Biographical / Historical:
Moira Roth (1933- ) is an art historian and writer in Berkeley, California.
Provenance:
This interview is part of the Archives of American Art Oral History Program, started in 1958 to document the history of the visual arts in the United States, primarily through interviews with artists, historians, dealers, critics and administrators.
Restrictions:
Transcript available on the Archives of American Art website.
Occupation:
Art historians -- California -- Interviews Search this
This collection is open for research. Access to original papers requires an appointment and is limited to the Archives' Washington, D.C. Research Center.
Collection Rights:
The Archives of American Art makes its archival collections available for non-commercial, educational and personal use unless restricted by copyright and/or donor restrictions, including but not limited to access and publication restrictions. AAA makes no representations concerning such rights and restrictions and it is the user's responsibility to determine whether rights or restrictions exist and to obtain any necessary permission to access, use, reproduce and publish the collections. Please refer to the Smithsonian's Terms of Use for additional information.
Collection Citation:
Nell Blaine papers, 1942-1985. Archives of American Art, Smithsonian Institution.
Sponsor:
Processing of this collection received Federal support from the Collections Care Initiative Fund, administered by the Smithsonian American Women's History Initiative and the National Collections Program
The Archives of American Art makes its archival collections available for non-commercial, educational and personal use unless restricted by copyright and/or donor restrictions, including but not limited to access and publication restrictions. AAA makes no representations concerning such rights and restrictions and it is the user's responsibility to determine whether rights or restrictions exist and to obtain any necessary permission to access, use, reproduce and publish the collections.
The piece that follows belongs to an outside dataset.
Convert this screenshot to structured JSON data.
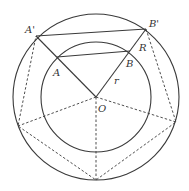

Please refer to the Smithsonian's Terms of Use for additional information.
Collection Citation:
Jacques Seligmann & Co. records, 1904-1978, bulk 1913-1974. Archives of American Art, Smithsonian Institution.
Sponsor:
Processing of the collection was funded by the Getty Grant Program; digitization of the collection was funded by the Samuel H. Kress Foundation and the Terra Foundation for American Art. Glass plate negatives in this collection were digitized in 2019 with funding provided by the Smithsonian Women's Committee.